Beware the deeply entrenched silo 

An unfortunate side effect of our years of effort to maximise the efficiency of organisational design is the emergence of the dreaded silo. Not just structural siloes, but siloed thinking and action within the organisation. Where siloes are deeply entrenched, they can develop their own identity and culture, harming the sense of a cohesive culture across the organisation as a whole, as well as creating internal friction that hampers collaboration. 

For us, the key siloes to address if you are to create a culture that can drive value from disruption are those that too often exist around risk and innovation. That these functions often struggle to work together or even engage with each other is one of the greatest missed opportunities in business and it’s something that we have a great deal of professional experience of dealing with.  

In a stable environment “the disconnect” is a shame. In a disrupted one, the one we’re currently living in, it’s a disaster. Our need as leaders to categorise change in our operating environment as risk or opportunity rather than potentially both not only enables and compounds these siloes, it also means that we are narrowing the potential scope of action we can take before we’ve even had time to consider an emerging issue and its implications. 

Get curious 

Curiosity is not the preserve of any one team or individual in your business. Nor should it be. In a fast-moving environment it is collective curiosity that will help you to spot those “weak signals” and “edge perspectives” that could be future value generators or indeed value destroyers.

Specifically, as an organisation, you need to get really good at asking questions of each other and generally exploring “why?” when making decisions. That’s easy to say but definitely not easy to do.
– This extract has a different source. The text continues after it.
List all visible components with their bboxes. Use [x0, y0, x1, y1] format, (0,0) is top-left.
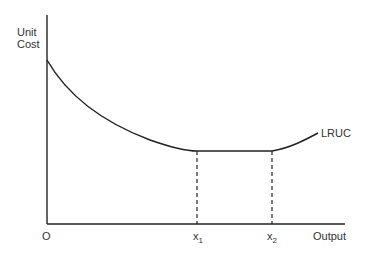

Too often we meet leaders who feel sure that they have a culture in which everyone feels safe to ask questions while their employees tell a very different story. 

You also need to fully invest in diversity. All vectors of diversity (sex, age, background, geography, ethnicity, sexuality, seniority, education, wealth etc.) will play a part in ensuring that your thinking doesn’t suffer from an avoidable blind spot.

It starts with you!

Unpredictable times call for unusual leadership. Throughout the business world there is an increasing challenge to traditional power-based leadership and a growing conversation about servant leadership, focused on the needs of the team. If your culture is, in short, “the way things are done around here” – what is your leadership communicating to your colleagues and customers, stakeholders and shareholders?  Maybe a hackneyed term, the “tone from the top” really matters – what you say or don’t say, what you do or don’t do, what behaviour you reward, or don’t reward.

Company cultures that embrace disruption motivate and incentivise curiosity, creativity and collaboration. To build such a culture requires the creation of a compelling vision, a willingness to work together not in silos, a passion for seeking out new data and perspectives and leadership that not only talks the talk, but also walks the walk. 

This is easy to say and can be difficult to do, particularly if the prevailing culture is something more “normal” focused on perfecting what you already do rather than seeking out solutions that add new value in new places.  There are some conditions for success that need to be diligently, and maybe painfully worked through with the leadership team.  But the reward is great – not just preventing disruption of the status quo, but being a positive disruptor in your world.

Ruth Murray-Webster and Eleanor Winton are experts in risk, disruption, innovation
and foresight. They are co-authors of a new book ‘The Disruption Game Plan: New Rules for Connected Thinking on Innovation & Risk’.